Jeopardy! sparks outrage after claiming that Bethlehem is not in Palestine

United States (QNN)- Popular American game show Jeopardy! has sparked outrage on Friday after a contestant was told she had the wrong answer after identifying Jesus’s place of birth, the Church of Nativity in Bethlehem, as being in Palestine.
The incident took place in round one of the game broadcast on Friday, when contestant Katie Needle was given the clue: “Built in the 300s A.D., the Church of the Nativity”, under the category “Where’s that Church?”.
Needle responded it was in Palestine but was told her answer was wrong.
Another contestant mistakenly said that the Church of the Nativity, the site in Bethlehem believed by Christians to be the birthplace of Jesus, was in ‘Israel’, but was awarded $200 for what millions of viewers were told was the right answer.
So @Jeopardy decided it’s the new Skyes-Picot and can just rename countries on a whim. #Palestine #BethlehemIsInPalestine @AmerZahr pic.twitter.com/OY1QkDUebP
— Chris Whitman (@ChrisWhitman11) January 11, 2020
Compounding the confusion, when the show returned from the break, Needle’s score had been adjusted to return the $200 she had been penalized for a wrong answer, but the money had not been taken away from the contestant who said the church was in ‘Israel’, Jack McGuire. The show’s host, Alex Trebek, did not explain the change in scores or offer an on-air correction, as he had earlier in the show when the judges decided after the fact that another answer had mistakenly been judged correct.
The Church of Nativity, a World Heritage Site, is located in Bethlehem in the occupied West Bank, which is internationally recognised as part of Palestine and literally walled off from ‘Israel’ by a massive concrete barrier, topped with watchtowers, constructed by the Israeli military.
According to the United Nations Educational, Scientific and Cultural Organization, which admitted Palestine as a member state in 2011, and added the Church of the Nativity to its list of World Heritage sites the following year, the site is in Palestine.
The occupation state occupied the West Bank and East Jerusalem in the 1967 War, in a move the international community never recognised.
The Intercept reported that although the producers of “Jeopardy!” initially refused to comment, a witness who was in the studio for the taping last fall told The Newspaper that they appeared to be aware that they had made a mistake almost immediately. According to the source, who asked not to be identified for fear of violating a promise to keep the results of the prerecorded contest secret, audience members sensed that something was wrong when the show’s producers and writers clustered around Trebek during an extended pause in the taping at that stage.
After intense discussions, the host, whose mic remained on, could be heard saying in a low voice to the producers, “You’re going to have to explain it to them,” apparently instructing the staff to talk to the contestants. When the show’s staff did then address the contestants, a decision seemed to have been made to eliminate the question and both answers from the show, because the scores were reset to what they were before the question, and a new question was recorded in its place.
Needle, who visited Bethlehem last year, on Friday wrote on Twitter: “Palestine should be free.”
Thanks! Palestine should be free 🇵🇸
— Katie Needle 🌹 (@katieee817) January 11, 2020
Sony Pictures Television, producer of Jeopardy!, admitted the mistake and clarified that an uncorrected version of the game was broadcast due to a “human error” in post-production.
“We regret the error and we will make every effort to ensure this never happens again,” it said in a statement released on Monday.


A single number is required: how many lines in the entries hold the word "Quantity".

───── Study material

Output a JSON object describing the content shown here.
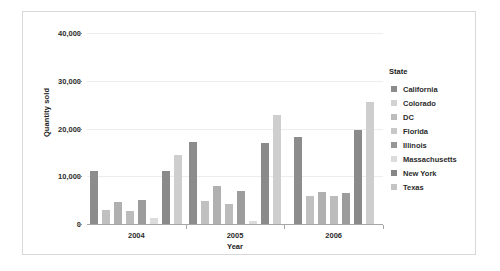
{
  "chart_data": {
    "type": "bar",
    "title": "",
    "subtitle": "",
    "xlabel": "Year",
    "ylabel": "Quantity sold",
    "categories": [
      "2004",
      "2005",
      "2006"
    ],
    "ylim": [
      0,
      40000
    ],
    "y_ticks": [
      0,
      10000,
      20000,
      30000,
      40000
    ],
    "y_tick_labels": [
      "0",
      "10,000",
      "20,000",
      "30,000",
      "40,000"
    ],
    "grid": true,
    "grid_axis": "y",
    "legend_title": "State",
    "legend_position": "right",
    "series": [
      {
        "name": "California",
        "color": "#8c8c8c",
        "values": [
          11200,
          17200,
          18200
        ]
      },
      {
        "name": "Colorado",
        "color": "#cfcfcf",
        "values": [
          null,
          null,
          null
        ]
      },
      {
        "name": "DC",
        "color": "#b4b4b4",
        "values": [
          3000,
          4900,
          5900
        ]
      },
      {
        "name": "Florida",
        "color": "#a8a8a8",
        "values": [
          4700,
          8000,
          6700
        ]
      },
      {
        "name": "Illinois",
        "color": "#8c8c8c",
        "values": [
          2800,
          4100,
          5800
        ]
      },
      {
        "name": "Massachusetts",
        "color": "#d9d9d9",
        "values": [
          5000,
          7000,
          6600
        ]
      },
      {
        "name": "New York",
        "color": "#808080",
        "values": [
          1300,
          700,
          19600
        ]
      },
      {
        "name": "Texas",
        "color": "#c4c4c4",
        "values": [
          11000,
          17000,
          25600
        ]
      }
    ],
    "groups": [
      {
        "category": "2004",
        "bars": [
          {
            "state": "California",
            "value": 11200,
            "color": "#8c8c8c"
          },
          {
            "state": "DC",
            "value": 3000,
            "color": "#c0c0c0"
          },
          {
            "state": "Florida",
            "value": 4700,
            "color": "#b0b0b0"
          },
          {
            "state": "Illinois",
            "value": 2800,
            "color": "#bcbcbc"
          },
          {
            "state": "Massachusetts",
            "value": 5000,
            "color": "#9c9c9c"
          },
          {
            "state": "New York",
            "value": 1300,
            "color": "#dcdcdc"
          },
          {
            "state": "Texas",
            "value": 11000,
            "color": "#8a8a8a"
          },
          {
            "state": "Texas-light",
            "value": 14500,
            "color": "#cecece"
          }
        ]
      },
      {
        "category": "2005",
        "bars": [
          {
            "state": "California",
            "value": 17200,
            "color": "#8c8c8c"
          },
          {
            "state": "DC",
            "value": 4900,
            "color": "#c0c0c0"
          },
          {
            "state": "Florida",
            "value": 8000,
            "color": "#b0b0b0"
          },
          {
            "state": "Illinois",
            "value": 4100,
            "color": "#bcbcbc"
          },
          {
            "state": "Massachusetts",
            "value": 7000,
            "color": "#9c9c9c"
          },
          {
            "state": "New York",
            "value": 700,
            "color": "#dcdcdc"
          },
          {
            "state": "Texas",
            "value": 17000,
            "color": "#8a8a8a"
          },
          {
            "state": "Texas-light",
            "value": 22800,
            "color": "#cecece"
          }
        ]
      },
      {
        "category": "2006",
        "bars": [
          {
            "state": "California",
            "value": 18200,
            "color": "#8c8c8c"
          },
          {
            "state": "DC",
            "value": 5900,
            "color": "#c0c0c0"
          },
          {
            "state": "Florida",
            "value": 6700,
            "color": "#b0b0b0"
          },
          {
            "state": "Illinois",
            "value": 5800,
            "color": "#bcbcbc"
          },
          {
            "state": "Massachusetts",
            "value": 6600,
            "color": "#9c9c9c"
          },
          {
            "state": "New York",
            "value": 19600,
            "color": "#8a8a8a"
          },
          {
            "state": "Texas",
            "value": 25600,
            "color": "#cecece"
          }
        ]
      }
    ]
  },
  "legend": {
    "title": "State",
    "items": [
      {
        "label": "California",
        "color": "#8c8c8c"
      },
      {
        "label": "Colorado",
        "color": "#d2d2d2"
      },
      {
        "label": "DC",
        "color": "#bcbcbc"
      },
      {
        "label": "Florida",
        "color": "#c8c8c8"
      },
      {
        "label": "Illinois",
        "color": "#969696"
      },
      {
        "label": "Massachusetts",
        "color": "#dcdcdc"
      },
      {
        "label": "New York",
        "color": "#868686"
      },
      {
        "label": "Texas",
        "color": "#c4c4c4"
      }
    ]
  },
  "axes": {
    "y_title": "Quantity sold",
    "x_title": "Year",
    "y_labels": [
      "40,000",
      "30,000",
      "20,000",
      "10,000",
      "0"
    ],
    "x_labels": [
      "2004",
      "2005",
      "2006"
    ]
  }
}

──────────

_Answer to this problem_
2